Her unusual state of preservation does give us considerable insight into the anatomy of an Eocene primate, but Hurum and his collaborators are claiming that “the skeleton’s features clarify morphologies that have been given critical weight in primate phylogeny, and call into question accepted wisdom about the origin of higher primates.”

Although genetic and other evidence now suggests that primates first evolved as long ago as 85 million years, primates of the modern aspect (i.e. possessing all the features of modern primates such as nails rather than claws) are more recent and first appeared around 55 million years ago. Traditionally the primates are divided into two groups, the prosimians (lemurs, lorises, bush-babies, aye-ayes and tarsiers) and simians or anthropoids (monkeys, apes and humans). However it is now believed that tarsiers are more closely related to the anthropoids than they are to the other prosimians. Accordingly most authorities now divide the primates into two suborders, the Strepsirrhini (“wet nosed”) and Haplorrhini (“dry nosed”) based on the defining feature of a rhinarium, the wet, naked surface around the nostrils of most mammals (e.g. cats and dogs). The Strepsirrhini possess this feature, but it is absent in the Haplorrhini. Among the living primates, the Strepsirrhini comprise the prosimians minus the tarsiers; the Haplorrhini comprise the tarsiers, monkeys, apes and humans.

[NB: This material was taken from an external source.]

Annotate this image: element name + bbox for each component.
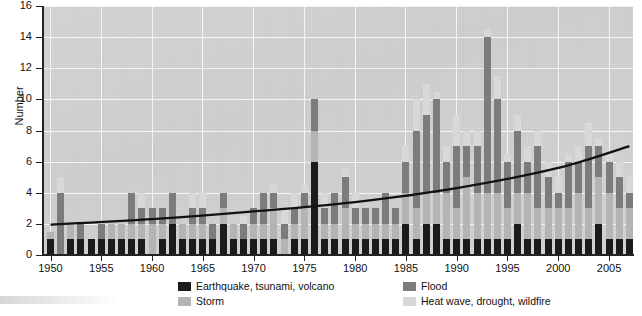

In addition, fossil primates of the modern aspect are all believed to belong to one group or the other. 47 million years ago, there were two main primate groups in existence – the tarsier-like omomyoids and the larger lemur-like adapoids. The former are often claimed to be ancestral to the haplorrhines and the latter to the strepsirrhines. However it should be noted that these relationships are not universally accepted and attempts to resolve the issue have been stymied by the lack of conclusive fossil evidence.

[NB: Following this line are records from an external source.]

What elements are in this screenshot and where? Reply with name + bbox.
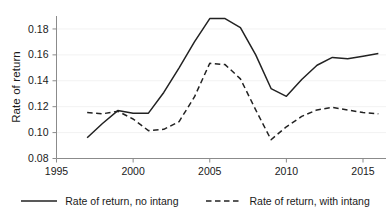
x-tick-label: 2015 bbox=[351, 165, 375, 177]
series-line-2 bbox=[87, 63, 378, 139]
y-tick-label: 0.14 bbox=[28, 74, 49, 86]
x-tick-label: 2005 bbox=[198, 165, 222, 177]
y-tick-label: 0.08 bbox=[28, 152, 49, 164]
series-line-1 bbox=[87, 19, 378, 138]
chart-container: 0.080.100.120.140.160.18 199520002005201… bbox=[0, 0, 390, 216]
y-tick-label: 0.16 bbox=[28, 48, 49, 60]
data-series-group bbox=[87, 19, 378, 140]
legend-swatch-dashed-icon bbox=[205, 196, 243, 206]
gridlines bbox=[57, 29, 387, 159]
y-axis-ticks: 0.080.100.120.140.160.18 bbox=[28, 23, 56, 165]
legend-item-with-intang: Rate of return, with intang bbox=[205, 195, 370, 207]
legend-swatch-solid-icon bbox=[20, 196, 58, 206]
legend-label-no-intang: Rate of return, no intang bbox=[65, 195, 178, 207]
x-tick-label: 1995 bbox=[45, 165, 69, 177]
chart-legend: Rate of return, no intang Rate of return… bbox=[0, 190, 390, 212]
line-chart-plot: 0.080.100.120.140.160.18 199520002005201… bbox=[0, 0, 390, 216]
y-tick-label: 0.10 bbox=[28, 126, 49, 138]
y-axis-title-text: Rate of return bbox=[10, 51, 22, 123]
x-tick-label: 2010 bbox=[275, 165, 299, 177]
x-tick-label: 2000 bbox=[121, 165, 145, 177]
legend-item-no-intang: Rate of return, no intang bbox=[20, 195, 178, 207]
y-tick-label: 0.12 bbox=[28, 100, 49, 112]
legend-label-with-intang: Rate of return, with intang bbox=[250, 195, 370, 207]
y-tick-label: 0.18 bbox=[28, 23, 49, 35]
x-axis-ticks: 19952000200520102015 bbox=[45, 159, 375, 177]
y-axis-title: Rate of return bbox=[7, 22, 25, 152]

Hurum and his collaborators are claiming that conclusive evidence now exists, and that it overturns the orthodox position. Darwinius massilae is claimed to be an adapoid, but it is also linked to the haplorrhines – and by implication, to humans – on the basis that it lacks a “grooming claw” and a “tooth comb” of lower incisors and canines, two features that are characteristic of strepsirrhines. By implication, the adapoids are haplorrhines, not strepsirrhines; and thus they rather than the omamyoids could be ancestral to the later anthropoids, including humans.

My view is that this is certainly interesting, but it is hardly earth-shattering to the man in the street. Furthermore the evidence is hardly conclusive – the fact that Darwinius massilae lacks two features characteristic of strepsirrhines doesn’t automatically make it a haplorrhine.

In short, “Ida” is a spectacular fossil of considerable interest to palaeontology, but she has been massively oversold. She is not another Lucy, Homo floresiensis, Taung Child or Turkana boy. This kind of hype is just “bad science” – once the hoo-hah has died down, people will say “what was all that about”, with the worry that discoveries of considerably greater significance could be ignored by the general public in the future. This has happened in the past. In 1973, the long-period comet Kohoutek was hyped as “the comet of the century”. Comets are notoriously unpredictable and in the event, Kohoutek failed to live up to public expectation, though it was observed from the Skylab space station – the first comet ever to be observed from space. Less than three years later though, a genuinely great comet did appear, Comet West. But the media, having got its fingers burned once, ignored it and as a result, very few people saw it.

Reference:

Jens L. Franzen, Philip D. Gingerich, Jorg Habersetzer, Jørn H. Hurum, Wighart von Koenigswald, B. Holly Smith (2009): Complete Primate Skeleton from the Middle Eocene of Messel in Germany: Morphology and Paleobiology, PLoS One.